Garry Marshall would have delivered a solid
hit. Jonathan Lynn
would have hit a double. Jay Roach would have hit a triple. Frank Oz would have hit it out of the
park. And there are
others. Like I wrote, Andy Tennant is a nice
guy. And I’m sure that Reese Witherspoon’s Drew-like
ascendance put him right in the studio’s cross-hairs.
But he’s just not the guy.
There
is no bigger Reese Witherspoon supporter amongst critics
than I. Andy Sarris can crush a lot, but I’ve been pushing Reese
since back in the Fear/Freeway/Overnight Delivery days. I walked out of Election and started
telling everyone about the Academy Award she deserved (and
she did). I was thrilled to enjoy Legally Blonde
and to watch he carry and entire Hollywood-style film on her
shoulders. And I wanted to love Sweet Home Alabama.
But
I had to get past Tennant’s inability to sell gags.
Don Petrie showed real promise with Mystic
Pizza and after six really awful films, he showed that
he can do this job with Miss Congeniality, one of the
most competently directed comedies in recent years. Forget those four other guys… Petrie could
have added $20 million to the S.H.A. box office by getting
the notes right. (He
came to mind, actually, because Candice Bergen is completely
wasted in Sweet Home Alabama and she was used just
right in Miss Congeniality.)
I
gave you one unspoilable sequence from The Tuxedo,
so I will try to do the same for Sweet Home Alabama.
Okay… you’ve seen the trailer, so you know that Witherspoon
has to go back to Alabama and get her divorce from her folksy,
great-looking childhood love finalized. There is a scene where she gets into his house
using a decade-old Hide-A-Key.
For three or four minutes, he tries to get her out
and she tries to get in… to simplify.
This
is a comedy basic. The tension builds as control bounces back
and forth between two characters.
Basic. Tennant
doesn’t even know how to start it… because there is no choice,
unless there is a genius choice. She has to be unable to get in and her first
good/strong/self-empowering memory has to be that she knows
how to get in… she is unstoppable.
And he has to be made vulnerable and also has to get
turned on by her invasion. He’s not ready, but she still wants him, so
he’ll deal.

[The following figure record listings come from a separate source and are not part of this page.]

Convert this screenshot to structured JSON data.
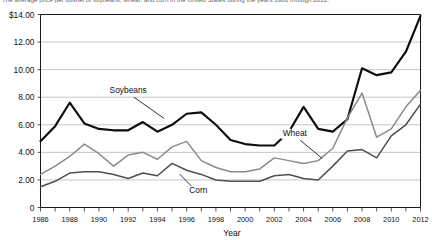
{
  "caption": {
    "text": "The average price per bushel of soybeans, wheat, and corn in the United States during the years 1986 through 2012."
  },
  "chart_data": {
    "type": "line",
    "title": "",
    "xlabel": "Year",
    "ylabel": "",
    "xlim": [
      1986,
      2012
    ],
    "ylim": [
      0,
      14
    ],
    "grid": true,
    "legend": "inline-annotations",
    "y_ticks": [
      0,
      2,
      4,
      6,
      8,
      10,
      12,
      14
    ],
    "y_tick_labels": [
      "0",
      "2.00",
      "4.00",
      "6.00",
      "8.00",
      "10.00",
      "12.00",
      "$14.00"
    ],
    "x_ticks": [
      1986,
      1988,
      1990,
      1992,
      1994,
      1996,
      1998,
      2000,
      2002,
      2004,
      2006,
      2008,
      2010,
      2012
    ],
    "x_tick_labels": [
      "1986",
      "1988",
      "1990",
      "1992",
      "1994",
      "1996",
      "1998",
      "2000",
      "2002",
      "2004",
      "2006",
      "2008",
      "2010",
      "2012"
    ],
    "x": [
      1986,
      1987,
      1988,
      1989,
      1990,
      1991,
      1992,
      1993,
      1994,
      1995,
      1996,
      1997,
      1998,
      1999,
      2000,
      2001,
      2002,
      2003,
      2004,
      2005,
      2006,
      2007,
      2008,
      2009,
      2010,
      2011,
      2012
    ],
    "series": [
      {
        "name": "Soybeans",
        "color": "#0d0d0d",
        "values": [
          4.8,
          5.9,
          7.6,
          6.1,
          5.7,
          5.6,
          5.6,
          6.2,
          5.5,
          6.0,
          6.8,
          6.9,
          6.0,
          4.9,
          4.6,
          4.5,
          4.5,
          5.5,
          7.3,
          5.7,
          5.5,
          6.4,
          10.1,
          9.6,
          9.8,
          11.3,
          13.9
        ]
      },
      {
        "name": "Wheat",
        "color": "#8a8a8a",
        "values": [
          2.4,
          3.0,
          3.7,
          4.6,
          3.9,
          3.0,
          3.8,
          4.0,
          3.5,
          4.4,
          4.8,
          3.4,
          2.9,
          2.6,
          2.6,
          2.8,
          3.6,
          3.4,
          3.2,
          3.4,
          4.3,
          6.5,
          8.3,
          5.1,
          5.7,
          7.3,
          8.5
        ]
      },
      {
        "name": "Corn",
        "color": "#4f4f4f",
        "values": [
          1.5,
          1.9,
          2.5,
          2.6,
          2.6,
          2.4,
          2.1,
          2.5,
          2.3,
          3.2,
          2.7,
          2.4,
          2.0,
          1.9,
          1.9,
          1.9,
          2.3,
          2.4,
          2.1,
          2.0,
          3.0,
          4.1,
          4.2,
          3.6,
          5.2,
          6.0,
          7.5
        ]
      }
    ],
    "annotations": [
      {
        "label": "Soybeans",
        "x": 1992.0,
        "y": 8.3
      },
      {
        "label": "Wheat",
        "x": 2003.4,
        "y": 5.2
      },
      {
        "label": "Corn",
        "x": 1996.8,
        "y": 1.05
      }
    ]
  }
}
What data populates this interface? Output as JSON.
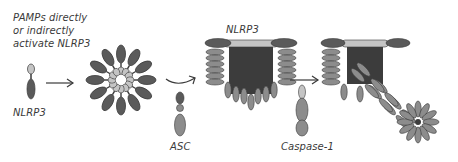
{
  "diagram": {
    "title_note": {
      "line1": "PAMPs directly",
      "line2": "or indirectly",
      "line3": "activate NLRP3"
    },
    "labels": {
      "nlrp3_monomer": "NLRP3",
      "nlrp3_complex": "NLRP3",
      "asc": "ASC",
      "caspase": "Caspase-1"
    },
    "stages": [
      {
        "name": "NLRP3 monomer"
      },
      {
        "name": "NLRP3 oligomer ring"
      },
      {
        "name": "NLRP3 + ASC complex"
      },
      {
        "name": "Inflammasome with Caspase-1 filament"
      }
    ],
    "colors": {
      "dark": "#5a5a5a",
      "mid": "#8c8c8c",
      "light": "#c4c4c4",
      "core": "#3c3c3c",
      "outline": "#3a3a3a",
      "arrow": "#3a3a3a"
    }
  }
}
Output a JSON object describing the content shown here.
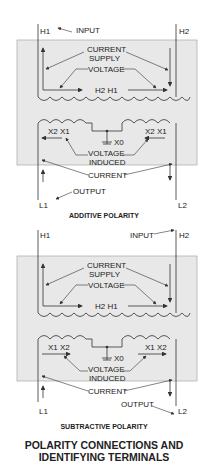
{
  "colors": {
    "panel": "#e8e8e8",
    "line": "#333333",
    "background": "#ffffff"
  },
  "additive": {
    "caption": "ADDITIVE POLARITY",
    "h1": "H1",
    "h2": "H2",
    "input": "INPUT",
    "current_supply_1": "CURRENT",
    "current_supply_2": "SUPPLY",
    "voltage": "VOLTAGE",
    "primary_center": "H2 H1",
    "x_left": "X2 X1",
    "x_right": "X2 X1",
    "x0": "X0",
    "voltage_induced_1": "VOLTAGE",
    "voltage_induced_2": "INDUCED",
    "current": "CURRENT",
    "output": "OUTPUT",
    "l1": "L1",
    "l2": "L2"
  },
  "subtractive": {
    "caption": "SUBTRACTIVE POLARITY",
    "h1": "H1",
    "h2": "H2",
    "input": "INPUT",
    "current_supply_1": "CURRENT",
    "current_supply_2": "SUPPLY",
    "voltage": "VOLTAGE",
    "primary_center": "H2 H1",
    "x_left": "X1 X2",
    "x_right": "X1 X2",
    "x0": "X0",
    "voltage_induced_1": "VOLTAGE",
    "voltage_induced_2": "INDUCED",
    "current": "CURRENT",
    "output": "OUTPUT",
    "l1": "L1",
    "l2": "L2"
  },
  "title": {
    "line1": "POLARITY CONNECTIONS AND",
    "line2": "IDENTIFYING TERMINALS"
  }
}
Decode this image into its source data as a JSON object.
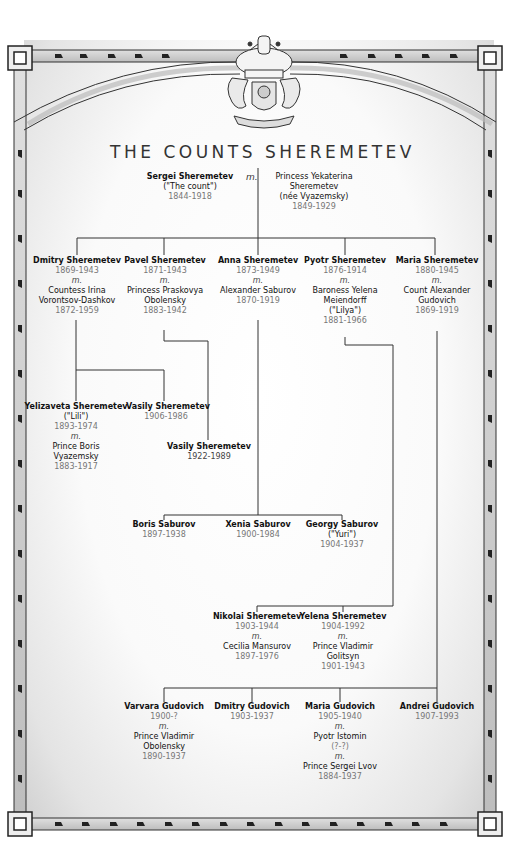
{
  "title": "THE COUNTS SHEREMETEV",
  "married_symbol": "m.",
  "crest": {
    "icon": "coat-of-arms-icon"
  },
  "colors": {
    "line": "#333333",
    "border_fill": "#cfcfcf",
    "dates": "#777777"
  },
  "root": {
    "name": "Sergei Sheremetev",
    "nickname": "(\"The count\")",
    "dates": "1844-1918",
    "spouse": [
      "Princess Yekaterina",
      "Sheremetev",
      "(née Vyazemsky)"
    ],
    "spouse_dates": "1849-1929"
  },
  "gen2": [
    {
      "name": "Dmitry Sheremetev",
      "dates": "1869-1943",
      "m": "m.",
      "spouse": [
        "Countess Irina",
        "Vorontsov-Dashkov"
      ],
      "spouse_dates": "1872-1959"
    },
    {
      "name": "Pavel Sheremetev",
      "dates": "1871-1943",
      "m": "m.",
      "spouse": [
        "Princess Praskovya",
        "Obolensky"
      ],
      "spouse_dates": "1883-1942"
    },
    {
      "name": "Anna Sheremetev",
      "dates": "1873-1949",
      "m": "m.",
      "spouse": [
        "Alexander Saburov"
      ],
      "spouse_dates": "1870-1919"
    },
    {
      "name": "Pyotr Sheremetev",
      "dates": "1876-1914",
      "m": "m.",
      "spouse": [
        "Baroness Yelena",
        "Meiendorff",
        "(\"Lilya\")"
      ],
      "spouse_dates": "1881-1966"
    },
    {
      "name": "Maria Sheremetev",
      "dates": "1880-1945",
      "m": "m.",
      "spouse": [
        "Count Alexander",
        "Gudovich"
      ],
      "spouse_dates": "1869-1919"
    }
  ],
  "dmitry_children": [
    {
      "name": "Yelizaveta Sheremetev",
      "nickname": "(\"Lili\")",
      "dates": "1893-1974",
      "m": "m.",
      "spouse": [
        "Prince Boris",
        "Vyazemsky"
      ],
      "spouse_dates": "1883-1917"
    },
    {
      "name": "Vasily Sheremetev",
      "dates": "1906-1986"
    }
  ],
  "pavel_child": {
    "name": "Vasily Sheremetev",
    "dates": "1922-1989"
  },
  "saburov_children": [
    {
      "name": "Boris Saburov",
      "dates": "1897-1938"
    },
    {
      "name": "Xenia Saburov",
      "dates": "1900-1984"
    },
    {
      "name": "Georgy Saburov",
      "nickname": "(\"Yuri\")",
      "dates": "1904-1937"
    }
  ],
  "pyotr_children": [
    {
      "name": "Nikolai Sheremetev",
      "dates": "1903-1944",
      "m": "m.",
      "spouse": [
        "Cecilia Mansurov"
      ],
      "spouse_dates": "1897-1976"
    },
    {
      "name": "Yelena Sheremetev",
      "dates": "1904-1992",
      "m": "m.",
      "spouse": [
        "Prince Vladimir",
        "Golitsyn"
      ],
      "spouse_dates": "1901-1943"
    }
  ],
  "gudovich_children": [
    {
      "name": "Varvara Gudovich",
      "dates": "1900-?",
      "m": "m.",
      "spouse": [
        "Prince Vladimir",
        "Obolensky"
      ],
      "spouse_dates": "1890-1937"
    },
    {
      "name": "Dmitry Gudovich",
      "dates": "1903-1937"
    },
    {
      "name": "Maria Gudovich",
      "dates": "1905-1940",
      "m": "m.",
      "spouse": [
        "Pyotr Istomin"
      ],
      "spouse_dates": "(?-?)",
      "m2": "m.",
      "spouse2": [
        "Prince Sergei Lvov"
      ],
      "spouse2_dates": "1884-1937"
    },
    {
      "name": "Andrei Gudovich",
      "dates": "1907-1993"
    }
  ]
}
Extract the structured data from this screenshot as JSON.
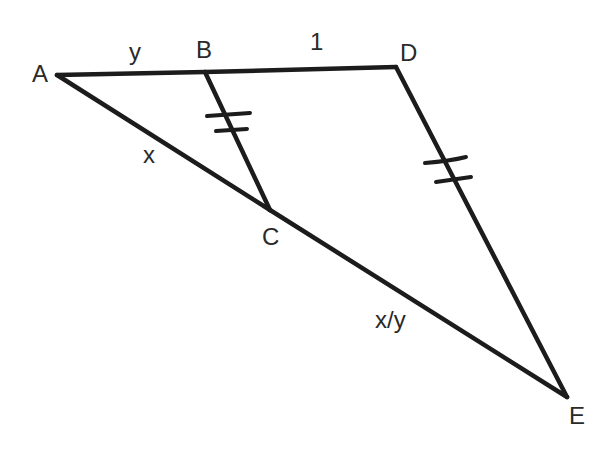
{
  "diagram": {
    "type": "geometry-figure",
    "points": {
      "A": {
        "label": "A"
      },
      "B": {
        "label": "B"
      },
      "C": {
        "label": "C"
      },
      "D": {
        "label": "D"
      },
      "E": {
        "label": "E"
      }
    },
    "segments": [
      {
        "id": "AB",
        "from": "A",
        "to": "B",
        "label": "y"
      },
      {
        "id": "BD",
        "from": "B",
        "to": "D",
        "label": "1"
      },
      {
        "id": "AC",
        "from": "A",
        "to": "C",
        "label": "x"
      },
      {
        "id": "CE",
        "from": "C",
        "to": "E",
        "label": "x/y"
      },
      {
        "id": "BC",
        "from": "B",
        "to": "C",
        "label": "",
        "tick_marks": 2
      },
      {
        "id": "DE",
        "from": "D",
        "to": "E",
        "label": "",
        "tick_marks": 2
      }
    ]
  }
}
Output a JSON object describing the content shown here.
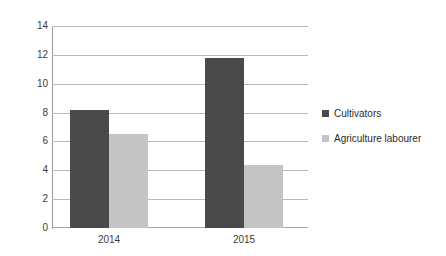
{
  "chart_data": {
    "type": "bar",
    "title": "",
    "subtitle": "",
    "xlabel": "",
    "ylabel": "",
    "categories": [
      "2014",
      "2015"
    ],
    "series": [
      {
        "name": "Cultivators",
        "color": "#4a4a4a",
        "values": [
          8.2,
          11.8
        ]
      },
      {
        "name": "Agriculture labourer",
        "color": "#c4c4c4",
        "values": [
          6.5,
          4.35
        ]
      }
    ],
    "ylim": [
      0,
      14
    ],
    "y_ticks": [
      0,
      2,
      4,
      6,
      8,
      10,
      12,
      14
    ],
    "y_tick_labels": [
      "0",
      "2",
      "4",
      "6",
      "8",
      "10",
      "12",
      "14"
    ],
    "grid": true,
    "grid_axis": "y",
    "legend_position": "right",
    "colors": {
      "gridline": "#b9b9b9",
      "axis": "#9a9a9a",
      "text": "#3c3c3c",
      "background": "#ffffff"
    }
  }
}
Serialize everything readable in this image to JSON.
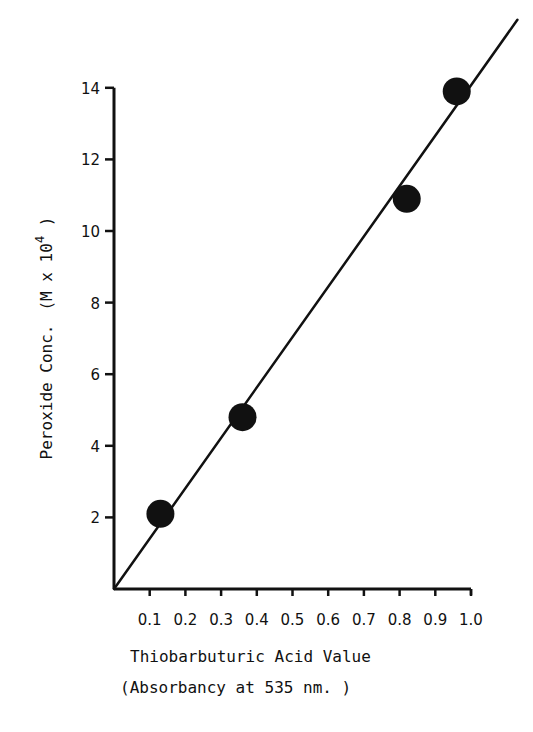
{
  "chart_data": {
    "type": "scatter",
    "title": "",
    "xlabel": "Thiobarbuturic Acid Value",
    "xlabel_sub": "(Absorbancy at 535 nm. )",
    "ylabel": "Peroxide Conc.",
    "ylabel_units": "(M x 10",
    "ylabel_exp": "4",
    "ylabel_close": " )",
    "xlim": [
      0,
      1.0
    ],
    "ylim": [
      0,
      14
    ],
    "x_ticks": [
      "0.1",
      "0.2",
      "0.3",
      "0.4",
      "0.5",
      "0.6",
      "0.7",
      "0.8",
      "0.9",
      "1.0"
    ],
    "x_tick_values": [
      0.1,
      0.2,
      0.3,
      0.4,
      0.5,
      0.6,
      0.7,
      0.8,
      0.9,
      1.0
    ],
    "y_ticks": [
      "2",
      "4",
      "6",
      "8",
      "10",
      "12",
      "14"
    ],
    "y_tick_values": [
      2,
      4,
      6,
      8,
      10,
      12,
      14
    ],
    "grid": false,
    "legend": null,
    "series": [
      {
        "name": "data points",
        "x": [
          0.13,
          0.36,
          0.82,
          0.96
        ],
        "y": [
          2.1,
          4.8,
          10.9,
          13.9
        ]
      }
    ],
    "fit_line": {
      "x": [
        0.0,
        1.13
      ],
      "y": [
        0.0,
        15.9
      ]
    },
    "colors": {
      "ink": "#111111",
      "background": "#ffffff"
    }
  }
}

But she
makes it clear that she doesn’t want him.
But he’s going to prove her wrong… etc, etc, etc…
The
point is, the ebb and flow of power in this scene, shown visually
and emotionally, is hard to screw up.
But Tennant does it. Even the beat in which she gets “eaten” by
his La-Z-Boy… it doesn’t play half as well as it should…. because the director doesn’t know how to drive
the joke. Tenant gives
us the legs-flying-in-the-air payoff, but so what?!?!
There are at least five or six great beats setting
up that payoff and the actors are there and they are doing
their jobs and if he knew how to block the scene, he had it
in his hands… but he doesn’t.
It
frustrates me. And I don’t like picking on people. But damn… you have Reese Witherspoon, Fred
Ward, Mary Kay Place, Candice Bergen, Jena Smart, Ethan Embry,
Melanie Lynskey and Josh Lucas embodying the best
version of Matthew McConaughey since that first Vanity
Fair cover… a sure fire movie-star-making role.
And what we got was a watchable comedy that will play
better on TV. This is a $100 million movie from birth. And they got Witherspoon at a price. And while they will make money, they will make
tens of millions less than they could have.